Excerpted from: Speake, Jennifer. The Oxford Dictionary of Foreign Words and Phrases. New York: Oxford University Press, 1997.

Term of Art: Extrinsic Phonics

“Phonics taught as a supplemental learning aid rather than as an integral part of the program of reading instruction, often in separate workshops during special time periods.”

Excerpted from: Turkington, Carol, and Joseph R. Harris, PhD. The Encyclopedia of Learning Disabilities. New York: Facts on File, 2006.

A Learning Support on Pronouns and Case

While I’ve posted it elsewhere as part of a lesson plan, I’ll publish this learning support on pronouns and case as a stand-alone post so it is easily searchable.

If you find typos in this document, I would appreciate a notification. And, as always, if you find this material useful in your practice, I would be grateful to hear what you think of it. I seek your peer review.

Samuel Johnson on a Visit to the Library

“No place affords a more striking conviction of the vanity of human hopes than a public library.”

Samuel Johnson

Excerpted from: Winokur, Jon, ed. The Big Curmudgeon. New York: Black Dog & Leventhal, 2007.
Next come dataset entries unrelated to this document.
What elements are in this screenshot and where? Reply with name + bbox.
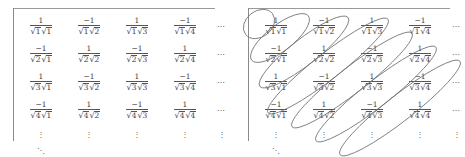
- radical-right: √2: [324, 83, 335, 92]
- fraction: 1√4√4: [174, 101, 196, 120]
- fraction: −1√2√1: [30, 45, 52, 64]
- radical-right: √2: [89, 111, 100, 120]
- term-cell: 1√2√4: [409, 44, 431, 64]
- radical-right: √4: [185, 111, 196, 120]
- term-cell: 1√2√2: [313, 44, 335, 64]
- term-cell: 1√1√3: [126, 16, 148, 36]
- fraction: 1√3√3: [126, 73, 148, 92]
- radicand: 3: [377, 27, 383, 36]
- fraction-denominator: √1√2: [78, 26, 100, 36]
- radical-left: √2: [126, 55, 137, 64]
- radicand: 4: [425, 111, 431, 120]
- column-ellipsis: ⋮: [453, 132, 461, 139]
- fraction-numerator: −1: [361, 45, 383, 54]
- radicand: 3: [142, 55, 148, 64]
- term-cell: −1√4√3: [126, 100, 148, 120]
- radical-left: √3: [361, 83, 372, 92]
- term-cell: −1√1√2: [78, 16, 100, 36]
- term-cell: −1√2√1: [265, 44, 287, 64]
- fraction-numerator: 1: [78, 45, 100, 54]
- bracket-left-rule: [13, 8, 14, 141]
- fraction: 1√1√1: [30, 17, 52, 36]
- term-cell: 1√3√1: [265, 72, 287, 92]
- fraction-denominator: √4√4: [174, 110, 196, 120]
- fraction-numerator: 1: [313, 45, 335, 54]
- fraction: −1√4√1: [265, 101, 287, 120]
- radical-left: √1: [361, 27, 372, 36]
- radical-left: √4: [361, 111, 372, 120]
- fraction: 1√4√4: [409, 101, 431, 120]
- column-ellipsis: ⋮: [320, 132, 328, 139]
- fraction-denominator: √4√2: [78, 110, 100, 120]
- radical-right: √2: [89, 83, 100, 92]
- fraction-denominator: √1√1: [30, 26, 52, 36]
- fraction-numerator: 1: [126, 17, 148, 26]
- fraction-numerator: −1: [265, 101, 287, 110]
- term-cell: 1√3√3: [361, 72, 383, 92]
- fraction: −1√1√4: [174, 17, 196, 36]
- fraction-numerator: 1: [265, 17, 287, 26]
- fraction: 1√2√2: [313, 45, 335, 64]
- fraction-numerator: 1: [313, 101, 335, 110]
- matrix-annotated: 1√1√1−1√1√21√1√3−1√1√4⋯−1√2√11√2√2−1√2√3…: [235, 0, 450, 148]
- fraction-numerator: −1: [78, 17, 100, 26]
- term-cell: 1√4√4: [174, 100, 196, 120]
- radicand: 1: [281, 83, 287, 92]
- term-cell: −1√1√4: [174, 16, 196, 36]
- fraction-denominator: √2√1: [265, 54, 287, 64]
- term-cell: −1√4√1: [265, 100, 287, 120]
- fraction-denominator: √2√3: [361, 54, 383, 64]
- radicand: 2: [94, 27, 100, 36]
- fraction-numerator: 1: [265, 73, 287, 82]
- fraction-numerator: 1: [409, 101, 431, 110]
- fraction: 1√3√1: [30, 73, 52, 92]
- fraction-numerator: −1: [361, 101, 383, 110]
- radical-right: √2: [324, 111, 335, 120]
- fraction: −1√2√3: [361, 45, 383, 64]
- radical-right: √1: [276, 27, 287, 36]
- radical-left: √3: [409, 83, 420, 92]
- fraction-denominator: √2√1: [30, 54, 52, 64]
- radical-left: √1: [78, 27, 89, 36]
- radical-left: √2: [78, 55, 89, 64]
- radicand: 4: [190, 111, 196, 120]
- row-ellipsis: ⋯: [452, 50, 462, 59]
- radical-right: √1: [41, 83, 52, 92]
- fraction-denominator: √3√1: [265, 82, 287, 92]
- column-ellipsis: ⋮: [368, 132, 376, 139]
- radical-left: √3: [313, 83, 324, 92]
- fraction: 1√3√3: [361, 73, 383, 92]
- fraction-denominator: √3√2: [313, 82, 335, 92]
- radical-left: √4: [409, 111, 420, 120]
- radical-left: √1: [174, 27, 185, 36]
- fraction-numerator: 1: [409, 45, 431, 54]
- radicand: 2: [94, 55, 100, 64]
- fraction: −1√4√3: [361, 101, 383, 120]
- term-cell: 1√3√1: [30, 72, 52, 92]
- row-ellipsis: ⋯: [452, 106, 462, 115]
- radicand: 1: [281, 55, 287, 64]
- radical-left: √3: [265, 83, 276, 92]
- term-cell: −1√4√3: [361, 100, 383, 120]
- radicand: 2: [329, 55, 335, 64]
- column-ellipsis: ⋮: [218, 132, 226, 139]
- column-ellipsis: ⋮: [133, 132, 141, 139]
- radicand: 1: [281, 111, 287, 120]
- radical-right: √2: [89, 55, 100, 64]
- fraction-numerator: −1: [174, 73, 196, 82]
- radical-right: √4: [185, 27, 196, 36]
- radicand: 2: [94, 111, 100, 120]
- fraction-numerator: −1: [409, 73, 431, 82]
- corner-ellipsis: ⋱: [272, 146, 280, 155]
- fraction-denominator: √1√3: [126, 26, 148, 36]
- radical-left: √4: [174, 111, 185, 120]
- radical-right: √3: [137, 111, 148, 120]
- term-cell: −1√3√4: [409, 72, 431, 92]
- fraction-denominator: √1√1: [265, 26, 287, 36]
- term-cell: 1√4√2: [78, 100, 100, 120]
- radicand: 3: [142, 27, 148, 36]
- radical-right: √4: [185, 55, 196, 64]
- radicand: 4: [425, 55, 431, 64]
- fraction: −1√2√3: [126, 45, 148, 64]
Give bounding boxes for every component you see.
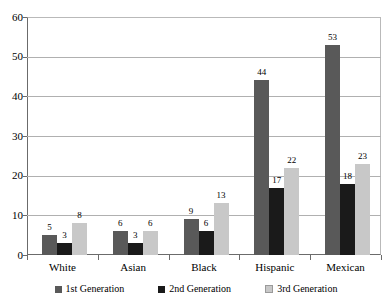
bar-group: 531823 [325,17,370,255]
bar-value-label: 22 [281,156,303,165]
bar[interactable] [128,243,143,255]
legend-item[interactable]: 2nd Generation [158,284,231,294]
y-axis-tick-label: 0 [1,250,23,261]
bar[interactable] [214,203,229,255]
legend-swatch-icon [55,286,62,293]
chart-legend: 1st Generation2nd Generation3rd Generati… [0,281,392,297]
x-axis-category-label: Mexican [306,261,386,274]
bar[interactable] [254,80,269,255]
legend-label: 2nd Generation [169,284,231,294]
x-axis-category-label: Asian [93,261,173,274]
y-axis-tick-label: 50 [1,51,23,62]
bars-layer: 5386369613441722531823 [27,17,381,255]
x-axis-category-label: Hispanic [235,261,315,274]
bar[interactable] [325,45,340,255]
legend-item[interactable]: 1st Generation [55,284,125,294]
legend-swatch-icon [265,285,273,293]
x-axis-tick-mark [310,255,311,260]
x-axis-tick-mark [169,255,170,260]
bar-group: 636 [113,17,158,255]
bar-value-label: 6 [139,219,161,228]
x-axis-tick-mark [381,255,382,260]
x-axis-tick-mark [98,255,99,260]
legend-swatch-icon [158,286,165,293]
bar[interactable] [72,223,87,255]
bar-group: 441722 [254,17,299,255]
x-axis-category-label: White [22,261,102,274]
y-axis-tick-label: 20 [1,170,23,181]
legend-label: 1st Generation [66,284,125,294]
bar-value-label: 13 [210,191,232,200]
bar[interactable] [355,164,370,255]
bar[interactable] [284,168,299,255]
x-axis-tick-mark [239,255,240,260]
bar[interactable] [199,231,214,255]
bar-value-label: 44 [251,68,273,77]
bar[interactable] [143,231,158,255]
bar-group: 538 [42,17,87,255]
bar-value-label: 53 [322,33,344,42]
x-axis-category-label: Black [164,261,244,274]
x-axis-tick-mark [27,255,28,260]
bar-value-label: 9 [180,207,202,216]
y-axis-tick-label: 60 [1,12,23,23]
bar[interactable] [57,243,72,255]
bar[interactable] [340,184,355,255]
bar[interactable] [269,188,284,255]
y-axis-tick-label: 30 [1,131,23,142]
y-axis-tick-label: 10 [1,210,23,221]
bar-value-label: 23 [352,152,374,161]
bar-group: 9613 [184,17,229,255]
bar-value-label: 8 [68,211,90,220]
bar-value-label: 6 [109,219,131,228]
y-axis-tick-label: 40 [1,91,23,102]
legend-label: 3rd Generation [277,284,337,294]
legend-item[interactable]: 3rd Generation [265,284,337,294]
bar-chart: 0102030405060 5386369613441722531823 Whi… [0,0,392,303]
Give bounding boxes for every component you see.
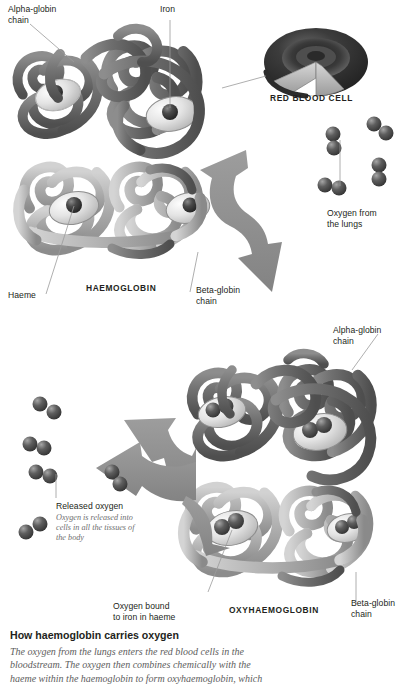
label-released-oxygen: Released oxygen bbox=[56, 501, 123, 512]
label-released-oxygen-detail: Oxygen is released into cells in all the… bbox=[56, 513, 134, 544]
label-beta-globin-chain-bottom: Beta-globin chain bbox=[351, 598, 395, 620]
oxygen-molecules-lungs bbox=[318, 117, 394, 196]
haemoglobin-molecule-top bbox=[18, 29, 213, 255]
label-oxygen-from-lungs: Oxygen from the lungs bbox=[327, 208, 377, 230]
figure-canvas: Alpha-globin chain Iron RED BLOOD CELL O… bbox=[0, 0, 402, 685]
figure-caption-title: How haemoglobin carries oxygen bbox=[10, 629, 179, 641]
red-blood-cell-illustration bbox=[264, 28, 368, 96]
label-oxygen-bound-to-iron: Oxygen bound to iron in haeme bbox=[113, 601, 175, 623]
label-beta-globin-chain-top: Beta-globin chain bbox=[196, 285, 240, 307]
label-iron: Iron bbox=[160, 4, 175, 15]
label-red-blood-cell: RED BLOOD CELL bbox=[270, 93, 353, 103]
label-haemoglobin: HAEMOGLOBIN bbox=[86, 283, 156, 293]
label-haeme: Haeme bbox=[8, 290, 36, 301]
label-alpha-globin-chain-top: Alpha-globin chain bbox=[8, 4, 56, 26]
label-alpha-globin-chain-bottom: Alpha-globin chain bbox=[333, 325, 381, 347]
figure-caption-body: The oxygen from the lungs enters the red… bbox=[10, 645, 310, 685]
label-oxyhaemoglobin: OXYHAEMOGLOBIN bbox=[229, 605, 319, 615]
arrow-oxygen-binding-down bbox=[200, 150, 282, 292]
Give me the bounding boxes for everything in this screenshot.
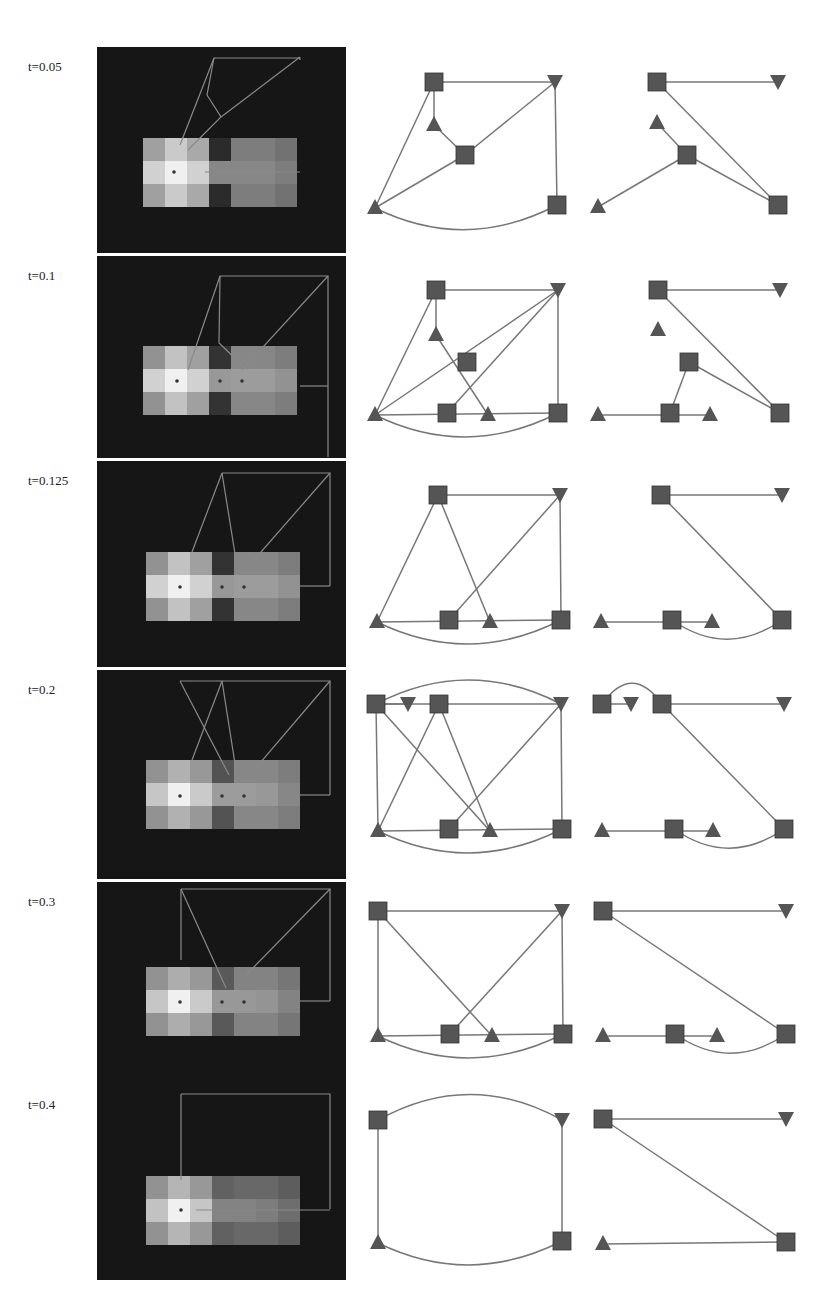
square-node-icon	[773, 611, 791, 629]
triangle-up-node-icon	[593, 613, 609, 628]
figure-row	[97, 670, 793, 879]
square-node-icon	[594, 902, 612, 920]
graph-edge	[561, 704, 562, 829]
triangle-up-node-icon	[650, 321, 666, 336]
square-node-icon	[661, 404, 679, 422]
graph-arc	[375, 413, 558, 437]
square-node-icon	[427, 281, 445, 299]
triangle-up-node-icon	[367, 199, 383, 214]
graph-diagram-right	[594, 1110, 795, 1251]
square-node-icon	[769, 196, 787, 214]
graph-edge	[375, 290, 558, 415]
square-node-icon	[458, 353, 476, 371]
graph-diagram-left	[369, 1094, 571, 1265]
graph-edge	[375, 82, 434, 208]
graph-edge	[657, 82, 778, 205]
square-node-icon	[554, 1025, 572, 1043]
center-dot	[242, 1000, 246, 1004]
graph-edge	[662, 704, 784, 829]
graph-arc	[675, 1034, 786, 1053]
graph-arc	[378, 1094, 562, 1120]
figure-row	[97, 47, 787, 253]
graph-arc	[378, 829, 562, 853]
graph-edge	[378, 829, 562, 831]
center-dot	[178, 585, 182, 589]
triangle-up-node-icon	[595, 1027, 611, 1042]
square-node-icon	[680, 353, 698, 371]
graph-edge	[378, 911, 492, 1036]
graph-arc	[674, 829, 784, 848]
graph-edge	[449, 495, 560, 620]
graph-edge	[375, 413, 558, 415]
graph-diagram-left	[367, 281, 567, 437]
triangle-up-node-icon	[367, 406, 383, 421]
square-node-icon	[429, 486, 447, 504]
graph-edge	[687, 155, 778, 205]
triangle-up-node-icon	[370, 1027, 386, 1042]
triangle-up-node-icon	[370, 1234, 386, 1249]
triangle-up-node-icon	[590, 198, 606, 213]
graph-edge	[560, 495, 561, 620]
square-node-icon	[425, 73, 443, 91]
center-dot	[240, 379, 244, 383]
graph-diagram-right	[594, 902, 795, 1053]
square-node-icon	[440, 820, 458, 838]
square-node-icon	[777, 1233, 795, 1251]
graph-edge	[375, 290, 436, 415]
square-node-icon	[441, 1025, 459, 1043]
triangle-up-node-icon	[590, 406, 606, 421]
square-node-icon	[456, 146, 474, 164]
graph-diagram-right	[593, 683, 793, 848]
figure-row	[97, 882, 795, 1088]
center-dot	[175, 379, 179, 383]
triangle-up-node-icon	[594, 822, 610, 837]
center-dot	[178, 1000, 182, 1004]
triangle-up-node-icon	[649, 114, 665, 129]
square-node-icon	[440, 611, 458, 629]
graph-edge	[661, 495, 782, 620]
triangle-up-node-icon	[709, 1027, 725, 1042]
square-node-icon	[777, 1025, 795, 1043]
graph-edge	[377, 620, 561, 622]
graph-arc	[378, 1241, 562, 1265]
triangle-up-node-icon	[705, 822, 721, 837]
graph-edge	[689, 362, 780, 413]
square-node-icon	[678, 146, 696, 164]
graph-diagram-left	[367, 680, 571, 853]
graph-edge	[376, 704, 490, 831]
figure	[0, 0, 833, 1312]
graph-edge	[449, 704, 561, 829]
square-node-icon	[594, 1110, 612, 1128]
figure-row	[97, 256, 789, 458]
square-node-icon	[549, 404, 567, 422]
square-node-icon	[663, 611, 681, 629]
graph-diagram-right	[590, 73, 787, 214]
triangle-down-node-icon	[554, 1113, 570, 1128]
graph-edge	[598, 155, 687, 207]
graph-edge	[436, 335, 488, 415]
square-node-icon	[665, 820, 683, 838]
triangle-up-node-icon	[595, 1235, 611, 1250]
figure-row	[97, 1085, 795, 1280]
graph-diagram-right	[590, 281, 789, 422]
graph-edge	[375, 155, 465, 208]
graph-diagram-left	[367, 73, 566, 230]
center-dot	[172, 170, 176, 174]
square-node-icon	[430, 695, 448, 713]
graph-arc	[375, 205, 557, 230]
heatmap	[146, 760, 300, 829]
square-node-icon	[553, 820, 571, 838]
graph-edge	[450, 911, 562, 1034]
square-node-icon	[367, 695, 385, 713]
graph-edge	[562, 911, 563, 1034]
graph-edge	[465, 82, 555, 155]
graph-edge	[378, 704, 439, 831]
triangle-up-node-icon	[704, 613, 720, 628]
square-node-icon	[369, 902, 387, 920]
triangle-up-node-icon	[702, 406, 718, 421]
square-node-icon	[653, 695, 671, 713]
square-node-icon	[775, 820, 793, 838]
graph-edge	[376, 704, 378, 831]
square-node-icon	[771, 404, 789, 422]
center-dot	[220, 585, 224, 589]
Rotten Reviews: Common Sense by Thomas Paine

“Shallow, violent, and scurrilous.”

William Edward Hartpole Lecky, A History of England in the 18th Century 1882

Excerpted from: Bernard, Andre, and Bill Henderson, eds. Pushcart’s Complete Rotten Reviews and Rejections. Wainscott, NY: Pushcart Press, 1998.

Liberty Cap

A symbol of freedom. When a slave was manumitted by the Romans, a small Phrygian cap, usually of red felt, called pileus, was placed on his head; he was termed libertinus (‘freeman’), and his name was registered in the city tribes. When Saturninus, in 100 BC, possessed himself of the Roman Capitol, he hoisted a similar cap to the top of his spear, to indicate that all slaves who had joined his standard should be free; Marius employed the same symbol against Sulla; and when Caesar was murdered, the conspirators marched forth in a body with a cap elevated on a spear, in token of liberty. In the French Revolution, the red cap of liberty was adopted by the revolutionists as an emblem of their freedom from royal authority.”

Excerpted from: Murphy, Bruce, ed. Benet’s Reader’s Encyclopedia, Fourth Edition. New York: Harper Collins, 1996.

The Devil’s Dictionary: Cartesian

“Cartesian, adj. Relating to Descartes, a famous philosopher, author of the celebrated dictum Cogito ergo sum—whereby he was pleased to suppose he demonstrated the reality of human existence. The dictum might be improved, however, thus: Cogito cogito ergo cogito sum—’I think that I think, therefore I think that I am’; as close an approach to certainty as any philosopher has yet made.”

Excerpted from: Bierce, Ambrose. David E. Schultz and S.J. Joshi, eds. The Unabridged Devil’s Dictionary. Athens: The University of Georgia Press, 2000.

Book of Answers: Porgy and Bess

“On what novel is George Gershwin’s opera Porgy and Bess (1935) based? It is based on Porgy (1925), by Du Bose Heyward. Heyward and his wife, Dorothy, won a Pulitzer prize for their dramatic version of the novel. Porgy is a crippled beggar who lives on Catfish Row in Charleston, South Carolina. Bess is his drug-addicted mistress.”

Excerpted from: Corey, Melinda, and George Ochoa. Literature: The New York Public Library Book of Answers. New York: Simon and Schuster, 1993.